* Exercise prompt
Start to finish, print the entries exactly, and carry none of the pictures over.

[Records for processing Boundary: Start]

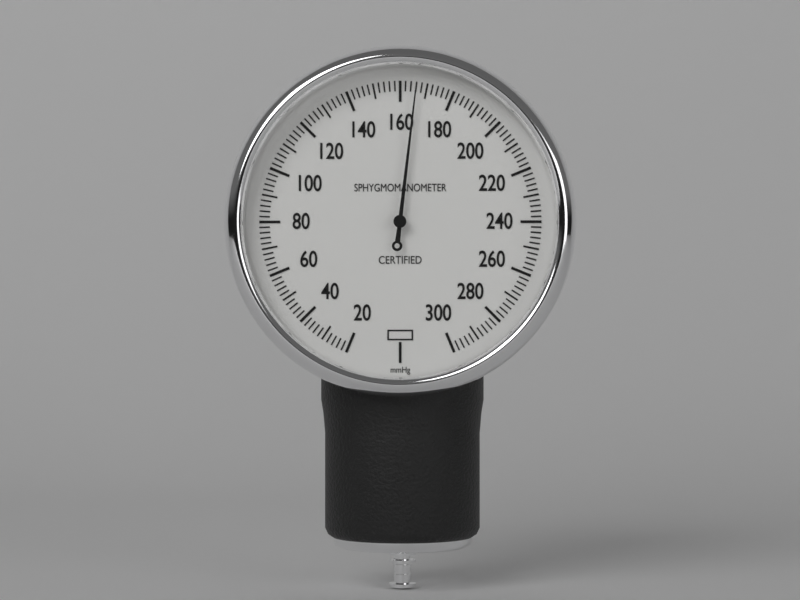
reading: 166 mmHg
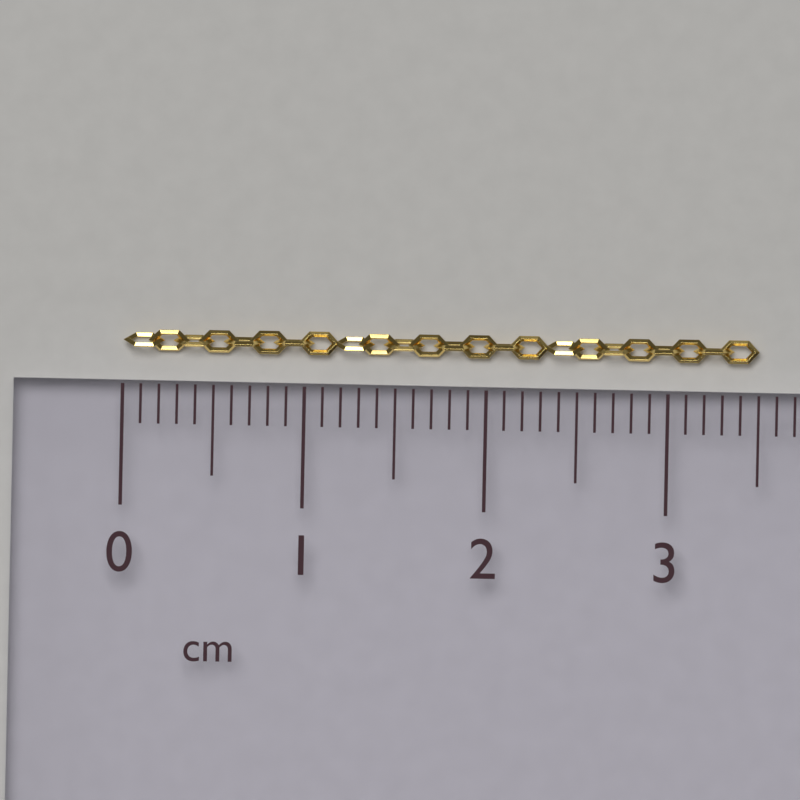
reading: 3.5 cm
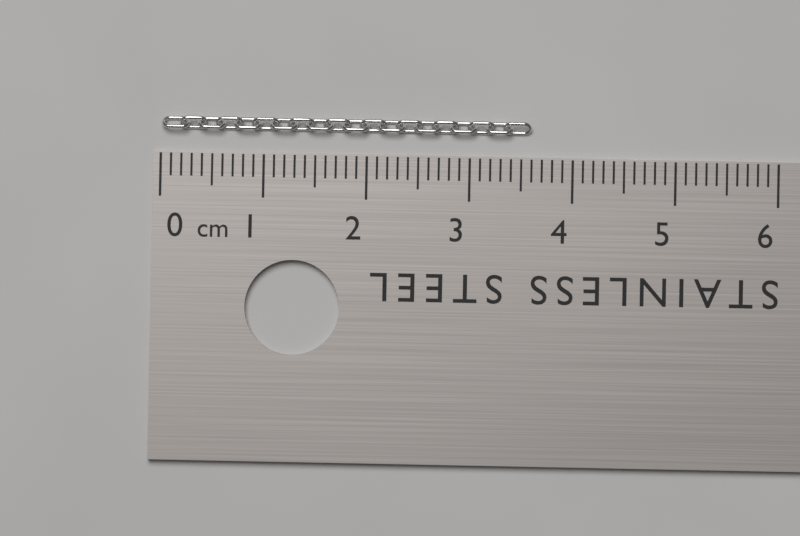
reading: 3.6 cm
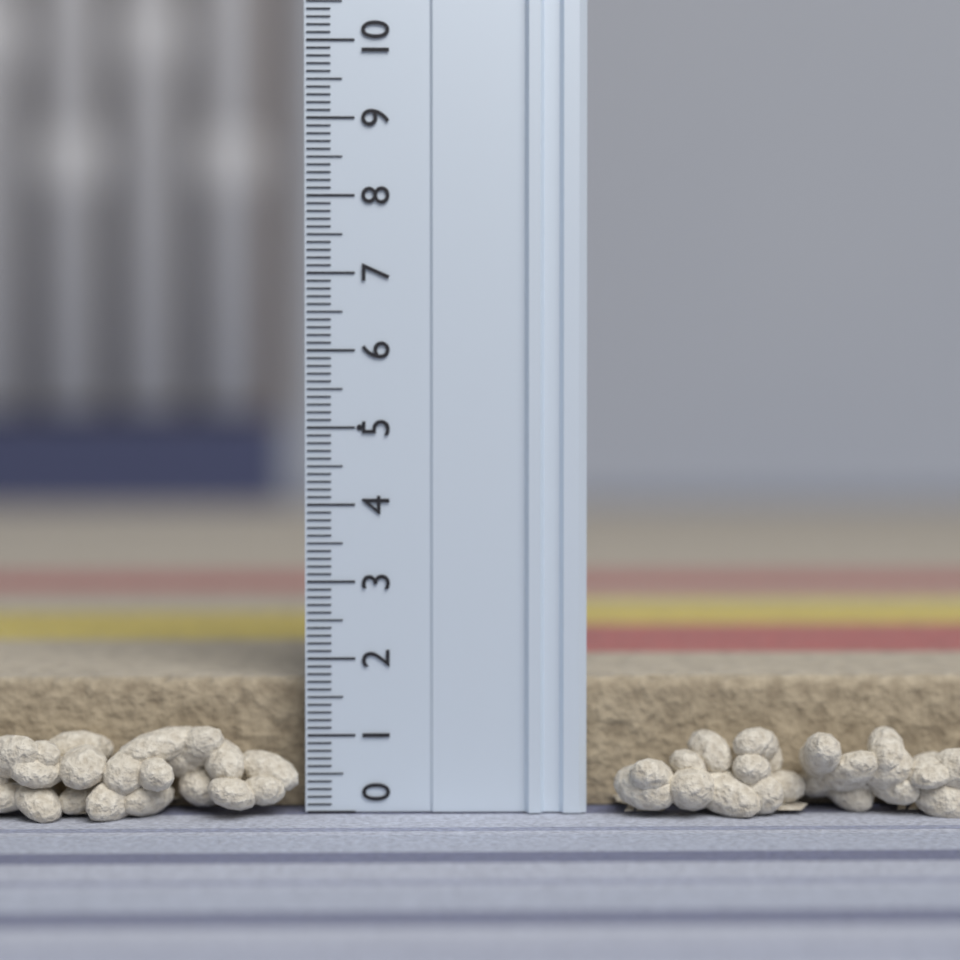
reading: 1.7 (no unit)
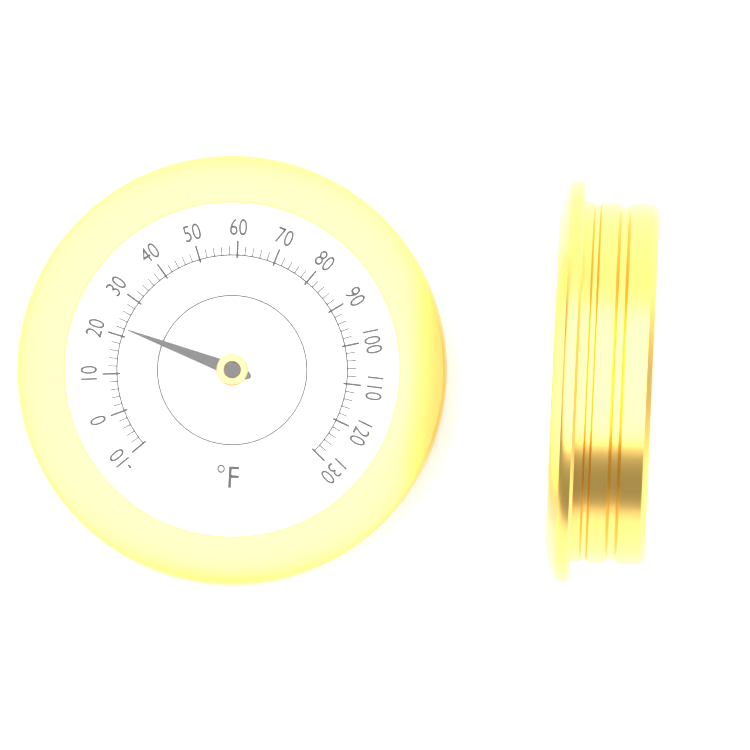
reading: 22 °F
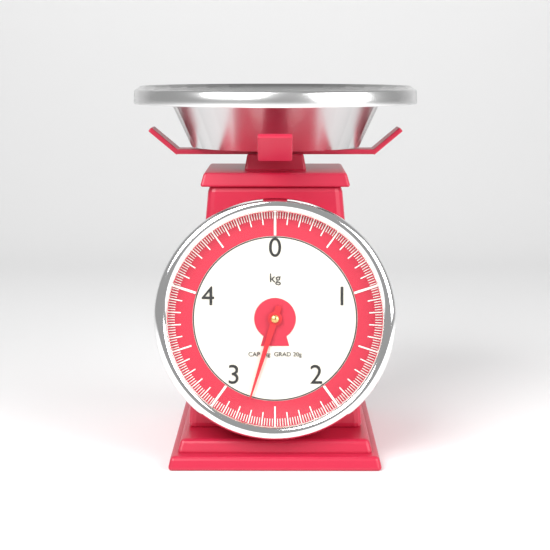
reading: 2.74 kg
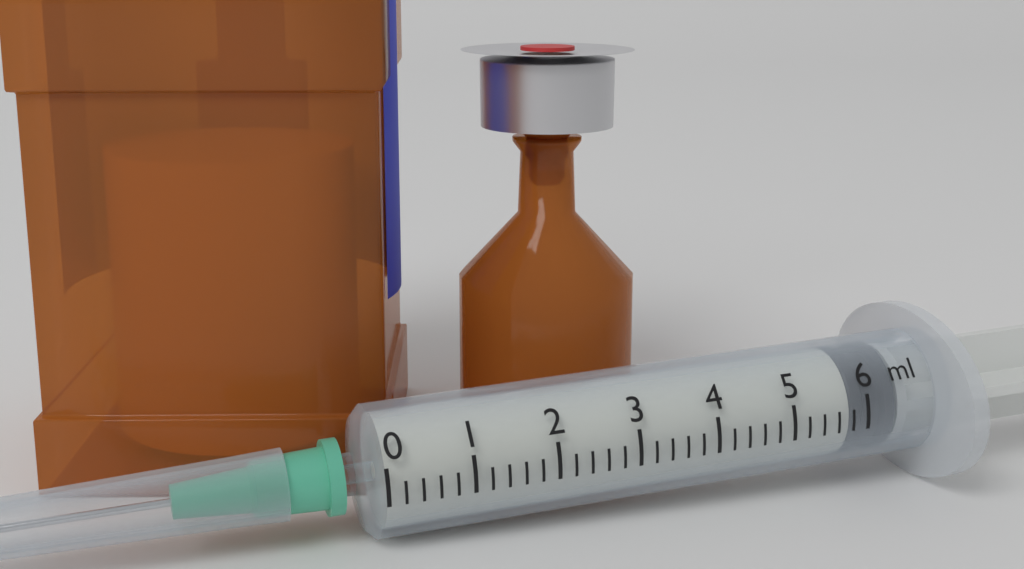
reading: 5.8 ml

[Records for processing Boundary: End]

* Result of this task
reading: 166 mmHg
reading: 3.5 cm
reading: 3.6 cm
reading: 1.7 (no unit)
reading: 22 °F
reading: 2.74 kg
reading: 5.8 ml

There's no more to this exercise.